Real-World Tests That Back Up the Choice
Consumer Reports tests highlight standout air fryer toaster ovens that do the work of both an air fryer and a toaster oven. Their evaluations consistently show that the best combos close the crispiness gap while offering far more cooking flexibility.
The Spruce Eats comparison notes that dedicated air fryers deliver crispier food and faster cook times for fried foods, but toaster ovens are more versatile overall. For most home cooks, that versatility outweighs the small loss in crunch.
Rtings.com’s lab tests found that basket-style air fryers are still the crispiness champions. But the gap is narrowing: today’s best toaster ovens with air-fry settings come close enough that the extra functions make them a better daily driver for most people.
| Feature | Dedicated Air Fryer | Convection Toaster Oven |
|---|---|---|
| Crispiness | Best for fries, wings, frozen foods | Good with air-fry setting, slightly less crispy |
| Cooking functions | Air fry only | Bake, broil, roast, toast, air fry, reheat |
| Capacity | 2–4 servings typical | 4–6 servings, can hold a small sheet pan |
| Preheat speed | Fast (2–3 minutes) | Moderate (5–8 minutes) |
| Versatility | Limited | High — can replace toaster, oven, broiler |
Your own kitchen habits will tilt the scale one way or another. If you cook for one and find yourself using the air fryer daily for snacks, keep it. If you want an all-purpose tool that reduces counter clutter, the toaster oven wins.

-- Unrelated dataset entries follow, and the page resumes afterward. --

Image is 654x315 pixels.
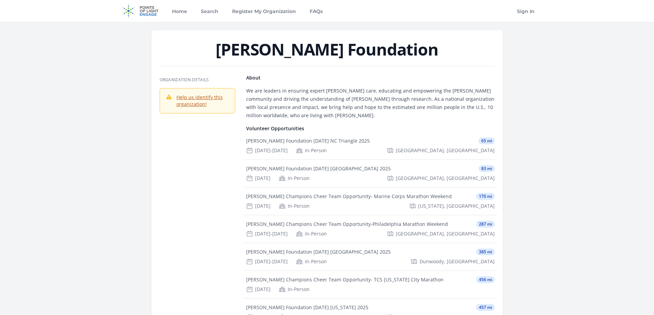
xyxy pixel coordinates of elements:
a: Help us identify this organization! [176,94,223,107]
span: 287 mi [476,221,495,228]
span: 457 mi [476,304,495,311]
a: [PERSON_NAME] Foundation [DATE] [GEOGRAPHIC_DATA] 2025 385 mi [DATE]-[DATE] In-Person Dunwoody, [... [243,243,497,271]
h4: About [246,74,495,81]
span: 456 mi [476,277,495,283]
div: In-Person [279,203,310,210]
span: [GEOGRAPHIC_DATA], [GEOGRAPHIC_DATA] [396,175,495,182]
span: 65 mi [478,138,495,144]
div: In-Person [279,286,310,293]
div: In-Person [296,231,327,237]
h1: [PERSON_NAME] Foundation [160,41,495,58]
div: In-Person [279,175,310,182]
div: [PERSON_NAME] Champions Cheer Team Opportunity-Philadelphia Marathon Weekend [246,221,448,228]
div: [DATE] [246,203,270,210]
div: [DATE]-[DATE] [246,231,288,237]
div: [PERSON_NAME] Foundation [DATE] [US_STATE] 2025 [246,304,368,311]
p: We are leaders in ensuring expert [PERSON_NAME] care, educating and empowering the [PERSON_NAME] ... [246,87,495,120]
div: [DATE] [246,286,270,293]
span: [US_STATE], [GEOGRAPHIC_DATA] [418,203,495,210]
h3: Organization Details [160,77,235,83]
div: In-Person [296,258,327,265]
a: [PERSON_NAME] Foundation [DATE] [GEOGRAPHIC_DATA] 2025 83 mi [DATE] In-Person [GEOGRAPHIC_DATA], ... [243,160,497,187]
span: [GEOGRAPHIC_DATA], [GEOGRAPHIC_DATA] [396,231,495,237]
span: 385 mi [476,249,495,256]
div: [PERSON_NAME] Foundation [DATE] [GEOGRAPHIC_DATA] 2025 [246,165,391,172]
span: [GEOGRAPHIC_DATA], [GEOGRAPHIC_DATA] [396,147,495,154]
div: In-Person [296,147,327,154]
div: [PERSON_NAME] Foundation [DATE] [GEOGRAPHIC_DATA] 2025 [246,249,391,256]
span: 83 mi [478,165,495,172]
a: [PERSON_NAME] Champions Cheer Team Opportunity- Marine Corps Marathon Weekend 170 mi [DATE] In-Pe... [243,188,497,215]
div: [PERSON_NAME] Champions Cheer Team Opportunity- TCS [US_STATE] City Marathon [246,277,443,283]
a: [PERSON_NAME] Champions Cheer Team Opportunity-Philadelphia Marathon Weekend 287 mi [DATE]-[DATE]... [243,216,497,243]
div: [DATE] [246,175,270,182]
div: [PERSON_NAME] Foundation [DATE] NC Triangle 2025 [246,138,370,144]
a: [PERSON_NAME] Foundation [DATE] NC Triangle 2025 65 mi [DATE]-[DATE] In-Person [GEOGRAPHIC_DATA],... [243,132,497,160]
div: [DATE]-[DATE] [246,147,288,154]
div: [DATE]-[DATE] [246,258,288,265]
div: [PERSON_NAME] Champions Cheer Team Opportunity- Marine Corps Marathon Weekend [246,193,452,200]
span: 170 mi [476,193,495,200]
a: [PERSON_NAME] Champions Cheer Team Opportunity- TCS [US_STATE] City Marathon 456 mi [DATE] In-Person [243,271,497,299]
span: Dunwoody, [GEOGRAPHIC_DATA] [419,258,495,265]
h4: Volunteer Opportunities [246,125,495,132]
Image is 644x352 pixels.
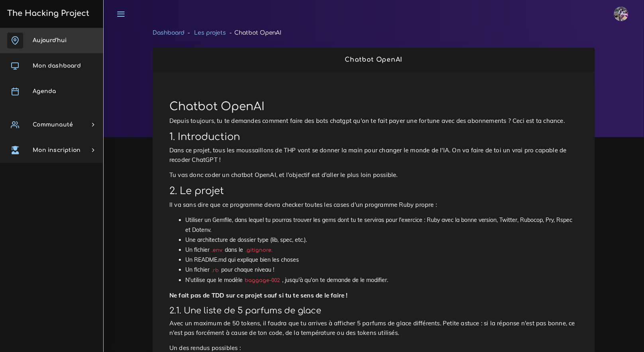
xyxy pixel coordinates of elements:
[33,147,80,153] span: Mon inscription
[614,7,629,21] img: eg54bupqcshyolnhdacp.jpg
[226,28,281,38] li: Chatbot OpenAI
[185,215,578,235] li: Utiliser un Gemfile, dans lequel tu pourras trouver les gems dont tu te serviras pour l'exercice ...
[185,275,578,285] li: N'utilise que le modèle , jusqu'à qu'on te demande de le modifier.
[153,30,185,36] a: Dashboard
[169,306,578,316] h3: 2.1. Une liste de 5 parfums de glace
[169,116,578,126] p: Depuis toujours, tu te demandes comment faire des bots chatgpt qu'on te fait payer une fortune av...
[209,267,221,275] code: .rb
[169,131,578,143] h2: 1. Introduction
[33,37,67,43] span: Aujourd'hui
[243,246,275,254] code: .gitignore.
[169,200,578,210] p: Il va sans dire que ce programme devra checker toutes les cases d'un programme Ruby propre :
[209,246,225,254] code: .env
[243,277,282,284] code: baggage-002
[169,292,348,299] strong: Ne fait pas de TDD sur ce projet sauf si tu te sens de le faire !
[169,146,578,165] p: Dans ce projet, tous les moussaillons de THP vont se donner la main pour changer le monde de l'IA...
[169,170,578,180] p: Tu vas donc coder un chatbot OpenAI, et l'objectif est d'aller le plus loin possible.
[185,265,578,275] li: Un fichier pour chaque niveau !
[5,9,89,18] h3: The Hacking Project
[161,56,586,64] h2: Chatbot OpenAI
[169,100,578,114] h1: Chatbot OpenAI
[33,122,73,128] span: Communauté
[33,88,56,94] span: Agenda
[185,245,578,255] li: Un fichier dans le
[185,255,578,265] li: Un README.md qui explique bien les choses
[194,30,226,36] a: Les projets
[185,235,578,245] li: Une architecture de dossier type (lib, spec, etc.).
[33,63,81,69] span: Mon dashboard
[169,319,578,338] p: Avec un maximum de 50 tokens, il faudra que tu arrives à afficher 5 parfums de glace différents. ...
[169,185,578,197] h2: 2. Le projet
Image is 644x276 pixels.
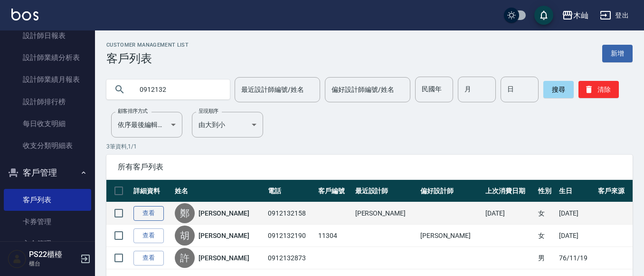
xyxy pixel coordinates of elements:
[557,247,596,269] td: 76/11/19
[4,232,91,254] a: 入金管理
[536,247,557,269] td: 男
[199,108,218,114] label: 呈現順序
[316,224,353,247] td: 11304
[265,247,316,269] td: 0912132873
[4,210,91,232] a: 卡券管理
[418,180,483,202] th: 偏好設計師
[418,224,483,247] td: [PERSON_NAME]
[573,10,589,21] div: 木屾
[118,108,148,114] label: 顧客排序方式
[118,162,622,172] span: 所有客戶列表
[557,202,596,224] td: [DATE]
[131,180,172,202] th: 詳細資料
[7,249,26,268] img: Person
[603,45,633,62] a: 新增
[4,25,91,47] a: 設計師日報表
[534,6,553,25] button: save
[4,47,91,68] a: 設計師業績分析表
[111,112,183,137] div: 依序最後編輯時間
[106,52,188,65] h3: 客戶列表
[106,142,633,151] p: 3 筆資料, 1 / 1
[133,76,222,102] input: 搜尋關鍵字
[133,251,164,265] a: 查看
[579,81,619,98] button: 清除
[353,202,418,224] td: [PERSON_NAME]
[4,68,91,90] a: 設計師業績月報表
[4,135,91,156] a: 收支分類明細表
[4,189,91,210] a: 客戶列表
[175,203,195,223] div: 鄭
[316,180,353,202] th: 客戶編號
[557,180,596,202] th: 生日
[199,208,249,218] a: [PERSON_NAME]
[558,6,592,25] button: 木屾
[536,224,557,247] td: 女
[199,253,249,263] a: [PERSON_NAME]
[175,248,195,268] div: 許
[199,231,249,240] a: [PERSON_NAME]
[133,206,164,221] a: 查看
[265,180,316,202] th: 電話
[175,225,195,246] div: 胡
[172,180,265,202] th: 姓名
[11,9,38,21] img: Logo
[29,250,78,259] h5: PS22櫃檯
[596,7,633,24] button: 登出
[4,113,91,135] a: 每日收支明細
[483,180,536,202] th: 上次消費日期
[265,202,316,224] td: 0912132158
[106,42,188,48] h2: Customer Management List
[557,224,596,247] td: [DATE]
[29,259,78,268] p: 櫃台
[596,180,633,202] th: 客戶來源
[483,202,536,224] td: [DATE]
[543,81,574,98] button: 搜尋
[536,202,557,224] td: 女
[4,91,91,113] a: 設計師排行榜
[265,224,316,247] td: 0912132190
[192,112,263,137] div: 由大到小
[133,228,164,243] a: 查看
[353,180,418,202] th: 最近設計師
[536,180,557,202] th: 性別
[4,160,91,185] button: 客戶管理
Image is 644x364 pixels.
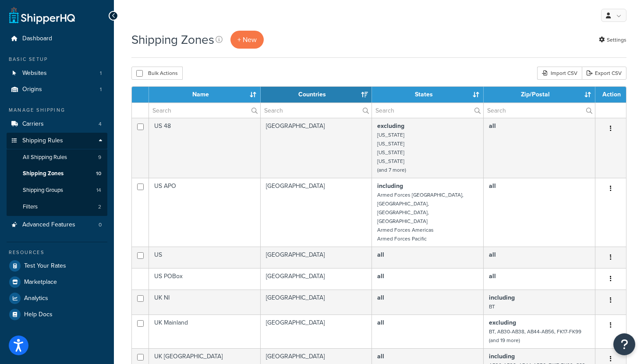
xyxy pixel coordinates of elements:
small: [US_STATE] [377,157,404,165]
b: all [377,318,384,327]
a: + New [230,30,264,49]
b: all [377,250,384,259]
span: Test Your Rates [24,262,66,270]
span: 1 [100,86,102,94]
input: Search [484,103,595,118]
td: [GEOGRAPHIC_DATA] [261,118,373,178]
th: Countries: activate to sort column ascending [261,87,373,102]
td: US 48 [149,118,261,178]
a: Marketplace [6,274,108,290]
b: excluding [377,121,404,130]
th: States: activate to sort column ascending [372,87,484,102]
td: [GEOGRAPHIC_DATA] [261,268,373,289]
span: 1 [100,70,102,77]
button: Bulk Actions [132,66,183,80]
b: including [377,181,403,190]
span: Shipping Zones [23,170,63,178]
b: excluding [489,318,516,327]
li: Origins [6,82,108,97]
span: 4 [99,120,102,128]
th: Zip/Postal: activate to sort column ascending [484,87,595,102]
li: Carriers [6,116,108,132]
span: Dashboard [22,35,52,42]
a: All Shipping Rules 9 [6,149,108,166]
span: Help Docs [24,311,53,318]
small: (and 7 more) [377,166,406,174]
span: 2 [98,203,101,210]
span: Shipping Groups [23,186,63,194]
th: Action [595,87,626,102]
span: All Shipping Rules [23,154,67,161]
span: Carriers [22,120,44,128]
span: 0 [99,221,102,229]
a: Carriers 4 [6,116,108,132]
button: Open Resource Center [614,333,635,355]
a: Help Docs [6,306,108,322]
span: Shipping Rules [22,137,63,145]
b: all [377,271,384,281]
td: [GEOGRAPHIC_DATA] [261,289,373,314]
input: Search [372,103,483,118]
a: Shipping Zones 10 [6,166,108,181]
span: Websites [22,70,47,77]
li: All Shipping Rules [6,149,108,166]
span: 9 [98,154,101,161]
small: [US_STATE] [377,131,404,139]
h1: Shipping Zones [132,31,214,48]
a: Export CSV [582,66,627,80]
a: Shipping Groups 14 [6,182,108,198]
li: Shipping Zones [6,166,108,181]
td: [GEOGRAPHIC_DATA] [261,178,373,246]
a: Test Your Rates [6,258,108,274]
b: all [489,250,496,259]
div: Basic Setup [6,56,108,63]
a: Analytics [6,290,108,306]
td: [GEOGRAPHIC_DATA] [261,314,373,348]
a: Shipping Rules [6,133,108,149]
td: US [149,246,261,268]
span: Origins [22,86,42,94]
li: Websites [6,65,108,82]
small: Armed Forces Americas [377,226,434,234]
input: Search [261,103,372,118]
td: UK NI [149,289,261,314]
a: Origins 1 [6,82,108,97]
b: including [489,351,515,361]
li: Shipping Rules [6,133,108,216]
a: Filters 2 [6,198,108,215]
span: 14 [96,186,101,194]
small: BT, AB30-AB38, AB44-AB56, FK17-FK99 (and 19 more) [489,327,581,344]
b: all [377,293,384,302]
span: 10 [96,170,101,178]
div: Resources [6,248,108,256]
a: Websites 1 [6,65,108,82]
a: Advanced Features 0 [6,217,108,233]
small: [US_STATE] [377,140,404,147]
a: Dashboard [6,30,108,47]
a: Settings [599,33,627,46]
span: Marketplace [24,279,57,286]
span: Filters [23,203,38,210]
a: ShipperHQ Home [9,6,75,24]
b: all [489,181,496,190]
td: [GEOGRAPHIC_DATA] [261,246,373,268]
small: [US_STATE] [377,149,404,156]
small: Armed Forces Pacific [377,234,427,243]
b: all [377,351,384,361]
li: Advanced Features [6,217,108,233]
small: Armed Forces [GEOGRAPHIC_DATA], [GEOGRAPHIC_DATA], [GEOGRAPHIC_DATA], [GEOGRAPHIC_DATA] [377,191,464,225]
b: all [489,121,496,130]
td: US POBox [149,268,261,289]
span: Advanced Features [22,221,75,229]
b: all [489,271,496,281]
li: Filters [6,198,108,215]
li: Shipping Groups [6,182,108,198]
div: Manage Shipping [6,106,108,114]
span: Analytics [24,294,48,302]
input: Search [149,103,260,118]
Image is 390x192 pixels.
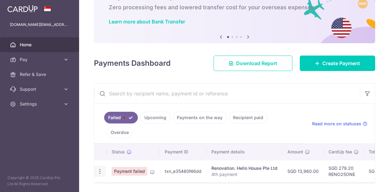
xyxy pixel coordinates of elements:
[20,71,61,78] span: Refer & Save
[112,149,125,155] span: Status
[10,22,69,28] p: [DOMAIN_NAME][EMAIL_ADDRESS][DOMAIN_NAME]
[20,42,61,48] span: Home
[20,57,61,63] span: Pay
[300,56,375,71] a: Create Payment
[20,86,61,92] span: Support
[329,149,352,155] span: CardUp fee
[104,112,138,124] a: Failed
[322,60,360,67] span: Create Payment
[282,160,324,183] td: SGD 13,960.00
[324,160,364,183] td: SGD 279.20 RENO25ONE
[94,84,360,104] input: Search by recipient name, payment id or reference
[109,19,185,25] a: Learn more about Bank Transfer
[140,112,170,124] a: Upcoming
[214,56,292,71] a: Download Report
[312,121,367,127] a: Read more on statuses
[173,112,227,124] a: Payments on the way
[107,127,133,138] a: Overdue
[236,60,277,67] span: Download Report
[94,58,171,69] h4: Payments Dashboard
[312,121,361,127] span: Read more on statuses
[7,5,38,12] img: CardUp
[160,144,206,160] th: Payment ID
[229,112,267,124] a: Recipient paid
[287,149,303,155] span: Amount
[20,101,61,107] span: Settings
[109,4,360,11] h6: Zero processing fees and lowered transfer cost for your overseas expenses
[211,165,278,172] div: Renovation. Hello House Pte Ltd
[369,149,389,155] span: Total amt.
[206,144,282,160] th: Payment details
[112,167,147,176] span: Payment failed
[211,172,278,178] p: 4th payment
[160,160,206,183] td: txn_e35480f46dd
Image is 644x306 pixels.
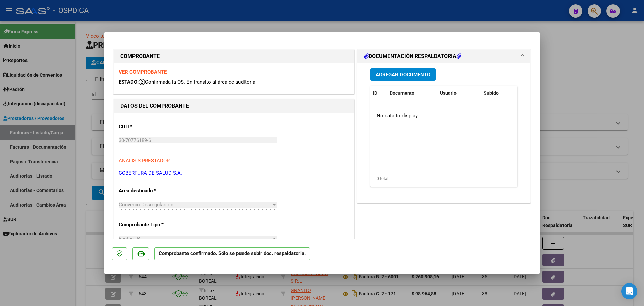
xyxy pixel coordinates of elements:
datatable-header-cell: Acción [515,86,548,100]
datatable-header-cell: Documento [387,86,438,100]
span: Factura B [119,236,140,242]
span: Documento [390,90,415,96]
span: Confirmada la OS. En transito al área de auditoría. [138,79,257,85]
mat-expansion-panel-header: DOCUMENTACIÓN RESPALDATORIA [358,50,530,63]
span: ID [373,90,378,96]
span: ANALISIS PRESTADOR [119,157,170,163]
p: Comprobante confirmado. Sólo se puede subir doc. respaldatoria. [154,246,310,260]
p: Area destinado * [119,187,188,195]
span: Subido [484,90,499,96]
span: Agregar Documento [376,71,431,78]
datatable-header-cell: Usuario [438,86,481,100]
button: Agregar Documento [370,68,436,80]
datatable-header-cell: ID [370,86,387,100]
span: Usuario [441,90,457,96]
p: Comprobante Tipo * [119,220,188,228]
strong: DATOS DEL COMPROBANTE [120,103,189,109]
span: ESTADO: [119,79,138,85]
span: Convenio Desregulacion [119,201,173,208]
p: CUIT [119,123,188,131]
div: DOCUMENTACIÓN RESPALDATORIA [358,63,530,202]
div: Open Intercom Messenger [621,283,638,299]
div: 0 total [370,170,518,187]
h1: DOCUMENTACIÓN RESPALDATORIA [364,52,462,60]
p: COBERTURA DE SALUD S.A. [119,169,349,177]
datatable-header-cell: Subido [481,86,515,100]
strong: COMPROBANTE [120,53,160,60]
div: No data to display [370,107,515,124]
a: VER COMPROBANTE [119,69,167,75]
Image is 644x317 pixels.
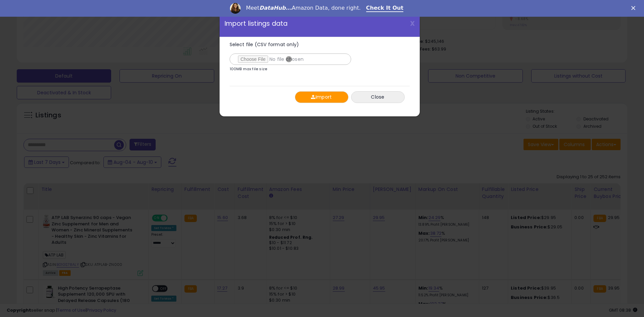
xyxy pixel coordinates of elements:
div: Close [631,6,638,10]
span: X [410,19,415,28]
p: 100MB max file size [230,67,267,71]
button: Import [295,91,348,103]
a: Check It Out [366,4,403,12]
span: Import listings data [224,20,288,27]
i: DataHub... [259,4,292,11]
img: Profile image for Georgie [230,3,241,14]
span: Select file (CSV format only) [230,41,299,48]
button: Close [351,91,405,103]
div: Meet Amazon Data, done right. [246,4,361,11]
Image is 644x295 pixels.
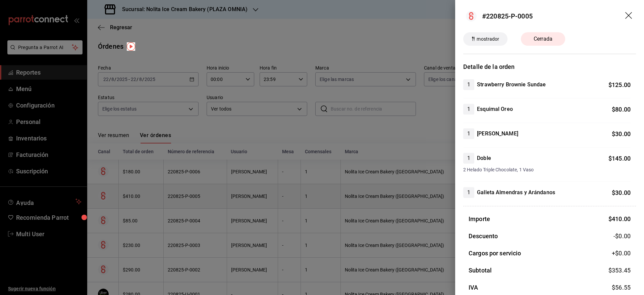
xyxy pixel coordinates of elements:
h4: Galleta Almendras y Arándanos [477,188,555,196]
h4: [PERSON_NAME] [477,130,518,138]
img: Tooltip marker [127,43,135,50]
span: Cerrada [529,35,556,43]
span: 1 [463,105,474,113]
h3: Descuento [468,232,498,240]
span: -$0.00 [613,232,630,240]
h4: Esquimal Oreo [477,105,513,113]
div: #220825-P-0005 [482,11,532,21]
button: drag [625,12,633,20]
h3: Importe [468,214,490,224]
span: $ 80.00 [612,106,630,113]
span: 1 [463,154,474,162]
h3: Detalle de la orden [463,62,635,71]
span: 1 [463,130,474,138]
span: $ 145.00 [608,155,630,162]
span: 2 Helado Triple Chocolate, 1 Vaso [463,166,630,173]
span: 1 [463,81,474,89]
span: mostrador [474,35,501,43]
span: $ 30.00 [612,131,630,137]
h3: Subtotal [468,265,491,275]
h3: IVA [468,283,478,291]
h4: Strawberry Brownie Sundae [477,81,545,89]
span: 1 [463,188,474,196]
span: $ 353.45 [608,267,630,273]
span: $ 56.55 [612,283,630,291]
span: $ 410.00 [608,215,630,222]
span: +$ 0.00 [612,248,630,257]
span: $ 125.00 [608,82,630,88]
span: $ 30.00 [612,189,630,196]
h3: Cargos por servicio [468,248,521,257]
h4: Doble [477,154,491,162]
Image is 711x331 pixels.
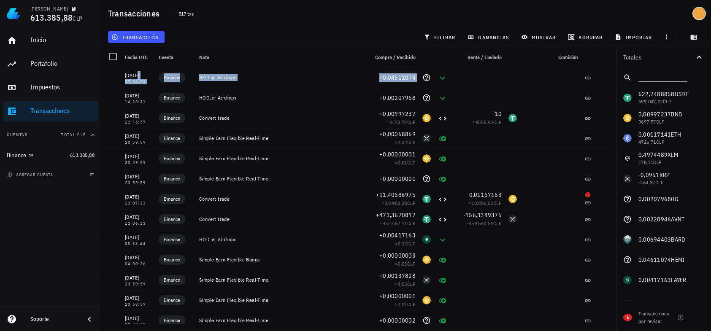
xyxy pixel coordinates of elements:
[472,119,501,125] span: ≈
[493,119,501,125] span: CLP
[379,94,415,102] span: +0,00207968
[199,297,361,304] div: Simple Earn Flexible Real-Time
[611,31,657,43] button: importar
[365,47,419,67] div: Compra / Recibido
[125,233,152,242] div: [DATE]
[199,317,361,324] div: Simple Earn Flexible Real-Time
[407,220,415,226] span: CLP
[125,92,152,100] div: [DATE]
[3,145,98,165] a: Binance 613.385,88
[397,261,407,267] span: 0,03
[155,47,196,67] div: Cuenta
[199,277,361,283] div: Simple Earn Flexible Real-Time
[394,301,415,307] span: ≈
[30,5,68,12] div: [PERSON_NAME]
[30,36,94,44] div: Inicio
[125,140,152,145] div: 23:59:59
[164,114,180,122] span: Binance
[125,262,152,266] div: 04:00:26
[469,34,509,40] span: ganancias
[125,213,152,221] div: [DATE]
[464,31,514,43] button: ganancias
[3,78,98,98] a: Impuestos
[30,59,94,67] div: Portafolio
[30,107,94,115] div: Transacciones
[379,252,415,259] span: +0,00000003
[380,220,415,226] span: ≈
[394,139,415,145] span: ≈
[469,220,493,226] span: 459.560,56
[199,135,361,142] div: Simple Earn Flexible Real-Time
[164,134,180,143] span: Binance
[623,54,694,60] div: Totales
[199,94,361,101] div: HODLer Airdrops
[638,310,674,325] div: Transacciones por revisar
[407,159,415,166] span: CLP
[422,235,431,244] div: LAYER-icon
[383,220,407,226] span: 452.467,11
[616,47,711,67] button: Totales
[394,159,415,166] span: ≈
[397,139,407,145] span: 2,02
[199,74,361,81] div: HODLer Airdrops
[199,175,361,182] div: Simple Earn Flexible Real-Time
[164,73,180,82] span: Binance
[389,119,407,125] span: 9372,77
[199,54,209,60] span: Nota
[125,302,152,307] div: 23:59:59
[3,101,98,121] a: Transacciones
[558,54,577,60] span: Comisión
[125,294,152,302] div: [DATE]
[164,215,180,224] span: Binance
[125,242,152,246] div: 05:33:44
[125,71,152,80] div: [DATE]
[626,314,628,321] span: 6
[379,317,415,324] span: +0,00000002
[397,159,407,166] span: 0,01
[199,216,361,223] div: Convert trade
[420,31,461,43] button: filtrar
[164,154,180,163] span: Binance
[164,256,180,264] span: Binance
[517,31,561,43] button: mostrar
[379,292,415,300] span: +0,00000001
[569,34,602,40] span: agrupar
[199,236,361,243] div: HODLer Airdrops
[30,316,78,323] div: Soporte
[564,31,607,43] button: agrupar
[178,9,194,19] span: 517 txs
[394,240,415,247] span: ≈
[692,7,706,20] div: avatar
[113,34,159,40] span: transacción
[397,301,407,307] span: 0,01
[407,240,415,247] span: CLP
[125,181,152,185] div: 23:59:59
[467,54,501,60] span: Venta / Enviado
[471,200,493,206] span: 10.856,02
[407,139,415,145] span: CLP
[30,12,73,23] span: 613.385,88
[422,256,431,264] div: BNB-icon
[5,170,57,179] button: agregar cuenta
[375,54,415,60] span: Compra / Recibido
[125,100,152,104] div: 14:28:31
[125,172,152,181] div: [DATE]
[164,316,180,325] span: Binance
[466,191,501,199] span: -0,01157163
[379,151,415,158] span: +0,00000001
[466,220,501,226] span: ≈
[199,155,361,162] div: Simple Earn Flexible Real-Time
[508,215,517,224] div: XRP-icon
[108,31,164,43] button: transacción
[523,34,556,40] span: mostrar
[125,274,152,282] div: [DATE]
[164,235,180,244] span: Binance
[199,115,361,121] div: Convert trade
[382,200,415,206] span: ≈
[493,220,501,226] span: CLP
[407,261,415,267] span: CLP
[164,276,180,284] span: Binance
[3,54,98,74] a: Portafolio
[125,152,152,161] div: [DATE]
[125,282,152,286] div: 23:59:59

| Model | Key Feature | Best For |
|---|---|---|
| Breville Smart Oven Pro | 11 cooking functions, air fry setting | Overall versatility |
| Panasonic FlashXpress | Compact size, fast heating | Small kitchens |
| Cuisinart Chef’s Convection | Large capacity, convection fan | Families and batch cooking |
The Bottom Line
If you’re asking what’s better than an air fryer for everyday cooking, the answer is usually a convection toaster oven with an air-fry setting. It gives you the crispiness you want on many foods, plus the ability to bake, broil, toast, and roast — all in one countertop appliance.
Whether you upgrade to a Breville Smart Oven Pro or a compact Panasonic FlashXpress, the right choice depends on your counter space and what you cook most. Test a few frozen fries in any model before committing — that crunch test rarely lies.
References & Sources
- Serious Eats. “Air Fryers vs Convection Ovens” Toaster ovens are typically more petite than air fryer toaster ovens, making them a good fit for small kitchens.
- Thespruceeats. “Air Fryer vs Toaster Oven” The hot, rapidly circulating air in an air fryer makes for crispier food and faster cook times, while the concentrated radiant heat of a toaster oven is better for browning.